I'm leaning that direction if only because I have decade-old Python experience which I could potentially dust off and use to contribute to development if I start "dogfooding" PieFed and find things I want to fix or improve.
ThorrJo
I think ultimately issues like this will be why I don't choose Lemmy when I finally get around to standing up my own threadiverse node.
Bye ✌️
Edit:
but at least on Reddit there is more actual human content.
lol. lmao even
There's even an unofficial AppImage of it now, which is nice because the one that deals with the Flatpak seems to break every time the Flatpak gets updated.
Exhibit A: the text tool.
In general though, I find the UX to just be worse across the board. Too many steps. Non-intuitive defaults. Bad keyboard shortcuts. and so on.
To be honest, I have successfully avoided using bare GIMP for enough years now (not sure how old PhotoGIMP is, but I think it's been around at least 5 years) that the specific bad memories are fading.
I do think GIMP has objectively bad UX in the sense that it's definitely not just "I was used to Photoshop first so I automatically think everything else sucks." Probably the last ~20 years of flamewars started by people pissing off the devs by saying the exact same thing is some evidence of that. But I'm not a UX expert and haven't sat down to do a side-by-side comparison... honestly, that's something I'd really enjoy reading/watching if somebody did do it.
If such a thing existed, it'd be coolest if they did it with one of the "good" versions of classic Photoshop, like version 7 or whatever was made by pirates into a portable app in the 2000s. I have no idea how far the UX has evolved in Adobe's rent-seeking era because I stopped using even portable Photoshop when I switched to Linux as my daily driver for good in 2015 or so. Then suffered with GIMP for a few years, hating every nanosecond of it, til PhotoGIMP came along.
Look into PhotoGIMP.
GIMP is hot garbage compared to classic Photoshop (I haven't used the rent-seeking versions so I wouldn't know about those). The UX has been utter shite and will remain utter shite because they like it that way. PhotoGIMP has been a godsend.
WPA and WPA2 gear still has plenty of vulnerabilities.
WiFi 6 has made this a lot more viable than it used to be. I've done a fair amount of parking lot leeching and new gear is worth it.
Back when I was housing insecure but still had a place of my own to live, I first set up a point-to-point wifi link to some kids across the street to defray my internet expenses - they paid part of my bill instead of having their own internet. That was more than a decade ago and the hardware & software weren't so reliable. When the arrangement fell apart and I no longer could pay the bill, I cracked the network of some neighbors in my building and used the same antenna to provide internet for myself and 3 others in my house for about a year. The neighbors were a nice young couple so I did my best to be decent about it - set up an always-on permanent VPN and used flow control to limit our max throughput.
It's still possible to do this, and I'm still broke, so after a few years not needing to do any such thing, I cracked a network to have internet during a housesitting gig (house did not have internet).
Edit: get WiFi 6 or better gear for this. Trust me, the improvement in performance in marginal situations is well worth it. WiFi 6 was a big improvement over WiFi 5, which was a big improvement over WiFi 4, when it comes to staying connected and getting data across a dodgy link. I haven't done much straight up piracy lately but I have done plenty of leeching in parking lots, and WiFi 6 gear is absolutely worth the money.
Pirating wifi doesn't preclude any of this. See also the GL.iNet devices, such as the GL-MT3000.
Anybody got a summary of the drama I smell behind this?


**ABOUT THIS EXERCISE:** Taking only the lines of the data below from the line with "Segment this screenshot: for" to the line with "UI element localization: list", ends included, write them out exactly and without pictures.

(Figure content listings)
-- Opening Marker --

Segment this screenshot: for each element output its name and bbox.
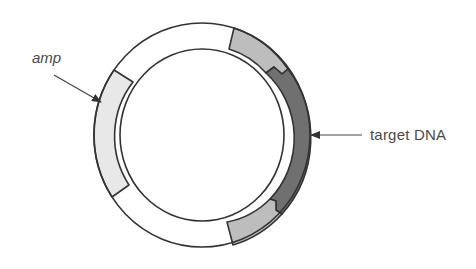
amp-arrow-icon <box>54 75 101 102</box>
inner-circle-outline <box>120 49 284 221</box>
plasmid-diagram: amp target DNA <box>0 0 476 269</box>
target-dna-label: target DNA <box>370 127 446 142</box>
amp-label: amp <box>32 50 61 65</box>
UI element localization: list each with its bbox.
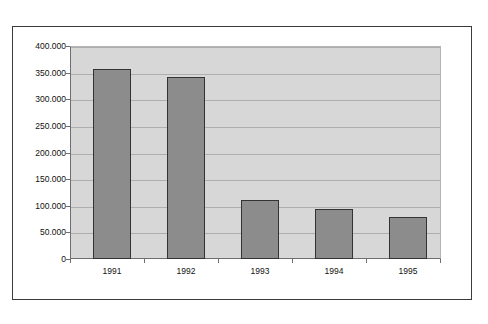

-- Closing Marker --
-- Opening Marker --

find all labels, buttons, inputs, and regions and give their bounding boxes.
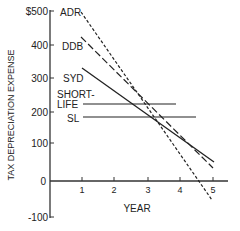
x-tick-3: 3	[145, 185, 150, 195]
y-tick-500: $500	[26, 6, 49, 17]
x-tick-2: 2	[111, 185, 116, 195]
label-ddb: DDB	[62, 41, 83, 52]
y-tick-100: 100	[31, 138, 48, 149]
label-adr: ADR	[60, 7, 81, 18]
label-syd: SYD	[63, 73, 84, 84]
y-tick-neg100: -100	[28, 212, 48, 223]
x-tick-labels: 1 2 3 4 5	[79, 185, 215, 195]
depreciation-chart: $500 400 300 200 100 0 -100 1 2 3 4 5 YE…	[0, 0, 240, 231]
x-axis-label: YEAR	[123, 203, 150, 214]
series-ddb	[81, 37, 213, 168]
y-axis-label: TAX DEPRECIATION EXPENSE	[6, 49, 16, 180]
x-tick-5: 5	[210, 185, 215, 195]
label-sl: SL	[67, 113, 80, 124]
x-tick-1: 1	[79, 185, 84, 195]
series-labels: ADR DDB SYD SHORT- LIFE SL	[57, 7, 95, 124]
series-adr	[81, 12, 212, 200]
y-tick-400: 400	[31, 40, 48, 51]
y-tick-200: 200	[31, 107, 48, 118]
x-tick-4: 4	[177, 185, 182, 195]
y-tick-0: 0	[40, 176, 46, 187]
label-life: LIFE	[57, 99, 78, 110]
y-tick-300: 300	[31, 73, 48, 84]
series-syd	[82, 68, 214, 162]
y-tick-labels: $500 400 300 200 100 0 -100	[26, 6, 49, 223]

-- Closing Marker --
-- Opening Marker --

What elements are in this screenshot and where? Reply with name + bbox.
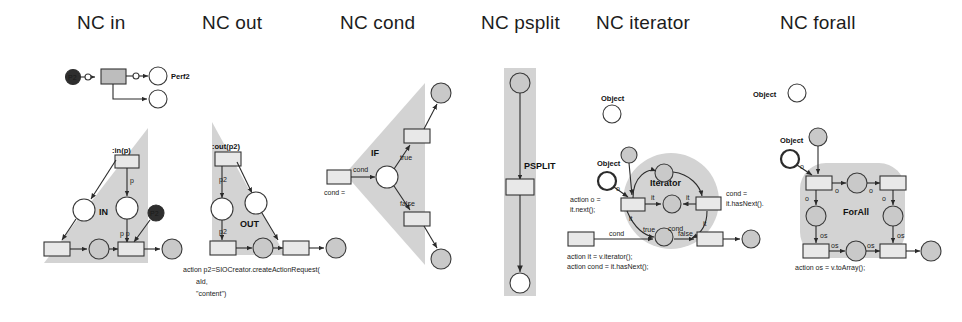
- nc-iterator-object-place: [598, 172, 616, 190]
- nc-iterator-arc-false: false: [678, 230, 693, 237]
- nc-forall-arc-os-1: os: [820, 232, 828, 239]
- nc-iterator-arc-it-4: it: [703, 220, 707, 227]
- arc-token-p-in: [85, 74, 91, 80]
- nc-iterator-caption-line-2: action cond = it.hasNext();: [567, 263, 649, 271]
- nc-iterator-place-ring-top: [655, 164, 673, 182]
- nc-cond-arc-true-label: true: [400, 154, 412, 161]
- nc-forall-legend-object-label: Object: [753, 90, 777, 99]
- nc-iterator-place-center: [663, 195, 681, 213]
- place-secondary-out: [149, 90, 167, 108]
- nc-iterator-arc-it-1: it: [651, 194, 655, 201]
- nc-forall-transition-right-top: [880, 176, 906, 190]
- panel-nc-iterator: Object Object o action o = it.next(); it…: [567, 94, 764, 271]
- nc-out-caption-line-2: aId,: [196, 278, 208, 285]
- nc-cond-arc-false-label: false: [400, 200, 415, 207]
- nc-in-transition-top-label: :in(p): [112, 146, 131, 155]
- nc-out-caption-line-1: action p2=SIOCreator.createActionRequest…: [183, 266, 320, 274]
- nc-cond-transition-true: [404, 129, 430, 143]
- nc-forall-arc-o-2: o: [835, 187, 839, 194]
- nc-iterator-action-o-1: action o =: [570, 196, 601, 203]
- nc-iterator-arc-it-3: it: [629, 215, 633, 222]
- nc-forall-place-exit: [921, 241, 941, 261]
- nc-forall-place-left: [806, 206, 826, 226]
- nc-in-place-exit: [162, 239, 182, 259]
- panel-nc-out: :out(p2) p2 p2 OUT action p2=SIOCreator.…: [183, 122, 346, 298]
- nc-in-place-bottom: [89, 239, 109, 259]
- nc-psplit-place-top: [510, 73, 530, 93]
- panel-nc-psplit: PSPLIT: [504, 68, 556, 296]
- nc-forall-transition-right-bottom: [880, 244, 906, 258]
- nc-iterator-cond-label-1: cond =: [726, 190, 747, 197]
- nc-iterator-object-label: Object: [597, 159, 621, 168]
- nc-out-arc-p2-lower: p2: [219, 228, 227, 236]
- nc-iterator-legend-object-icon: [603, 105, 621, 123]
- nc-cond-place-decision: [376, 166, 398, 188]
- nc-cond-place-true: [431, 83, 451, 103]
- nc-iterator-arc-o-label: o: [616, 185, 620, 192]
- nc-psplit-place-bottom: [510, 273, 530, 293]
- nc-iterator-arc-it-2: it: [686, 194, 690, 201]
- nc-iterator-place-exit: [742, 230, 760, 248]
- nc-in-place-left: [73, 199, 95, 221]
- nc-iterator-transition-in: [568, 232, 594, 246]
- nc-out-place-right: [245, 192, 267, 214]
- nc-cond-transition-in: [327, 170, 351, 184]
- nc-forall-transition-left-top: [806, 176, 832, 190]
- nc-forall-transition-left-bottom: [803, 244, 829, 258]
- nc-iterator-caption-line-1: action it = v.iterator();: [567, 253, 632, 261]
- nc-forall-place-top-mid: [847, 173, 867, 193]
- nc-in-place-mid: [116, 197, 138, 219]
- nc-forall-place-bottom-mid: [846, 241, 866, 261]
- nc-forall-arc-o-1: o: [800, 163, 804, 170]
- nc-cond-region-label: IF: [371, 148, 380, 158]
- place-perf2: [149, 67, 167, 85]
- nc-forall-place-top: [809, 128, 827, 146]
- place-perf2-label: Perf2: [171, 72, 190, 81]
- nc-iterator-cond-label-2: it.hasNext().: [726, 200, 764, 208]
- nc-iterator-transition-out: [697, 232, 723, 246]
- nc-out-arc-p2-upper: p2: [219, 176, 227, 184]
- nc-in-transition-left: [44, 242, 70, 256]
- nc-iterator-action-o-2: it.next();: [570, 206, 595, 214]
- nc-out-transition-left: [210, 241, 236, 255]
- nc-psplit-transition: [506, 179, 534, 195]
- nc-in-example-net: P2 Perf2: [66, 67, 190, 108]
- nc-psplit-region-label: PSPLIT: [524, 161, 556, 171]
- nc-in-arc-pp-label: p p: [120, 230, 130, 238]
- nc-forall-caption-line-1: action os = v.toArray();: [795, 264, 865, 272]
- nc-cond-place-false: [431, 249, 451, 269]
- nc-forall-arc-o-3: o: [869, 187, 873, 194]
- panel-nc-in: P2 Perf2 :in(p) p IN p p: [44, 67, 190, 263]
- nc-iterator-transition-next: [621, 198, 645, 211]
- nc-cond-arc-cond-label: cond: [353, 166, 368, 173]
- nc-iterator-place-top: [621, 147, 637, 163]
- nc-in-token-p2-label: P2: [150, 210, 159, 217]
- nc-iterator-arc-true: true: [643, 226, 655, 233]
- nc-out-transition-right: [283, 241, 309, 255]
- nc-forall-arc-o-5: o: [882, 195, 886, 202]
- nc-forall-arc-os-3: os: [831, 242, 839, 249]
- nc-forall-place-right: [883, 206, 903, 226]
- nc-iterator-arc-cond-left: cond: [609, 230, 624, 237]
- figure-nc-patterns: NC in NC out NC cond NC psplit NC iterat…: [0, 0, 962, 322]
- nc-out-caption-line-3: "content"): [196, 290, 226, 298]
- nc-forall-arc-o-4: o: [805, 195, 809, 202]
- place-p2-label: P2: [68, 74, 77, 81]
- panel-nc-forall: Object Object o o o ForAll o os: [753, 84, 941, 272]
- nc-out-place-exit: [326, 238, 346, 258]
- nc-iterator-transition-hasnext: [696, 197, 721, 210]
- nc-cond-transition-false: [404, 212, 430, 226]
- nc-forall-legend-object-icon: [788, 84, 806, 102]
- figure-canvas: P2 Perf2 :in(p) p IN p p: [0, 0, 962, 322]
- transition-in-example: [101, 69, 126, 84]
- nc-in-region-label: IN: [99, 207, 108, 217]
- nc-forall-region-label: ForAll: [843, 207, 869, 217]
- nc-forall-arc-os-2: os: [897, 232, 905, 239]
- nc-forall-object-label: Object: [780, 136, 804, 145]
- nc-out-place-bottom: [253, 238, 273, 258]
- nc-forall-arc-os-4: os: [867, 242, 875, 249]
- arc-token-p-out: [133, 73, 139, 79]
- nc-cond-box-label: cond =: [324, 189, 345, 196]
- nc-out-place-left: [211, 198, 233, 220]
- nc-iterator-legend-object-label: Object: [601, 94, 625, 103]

-- Closing Marker --

**REPLY:**
Segment this screenshot: for each element output its name and bbox.
amp-arrow-icon <box>54 75 101 102</box>
inner-circle-outline <box>120 49 284 221</box>
plasmid-diagram: amp target DNA <box>0 0 476 269</box>
target-dna-label: target DNA <box>370 127 446 142</box>
amp-label: amp <box>32 50 61 65</box>
UI element localization: list each with its bbox.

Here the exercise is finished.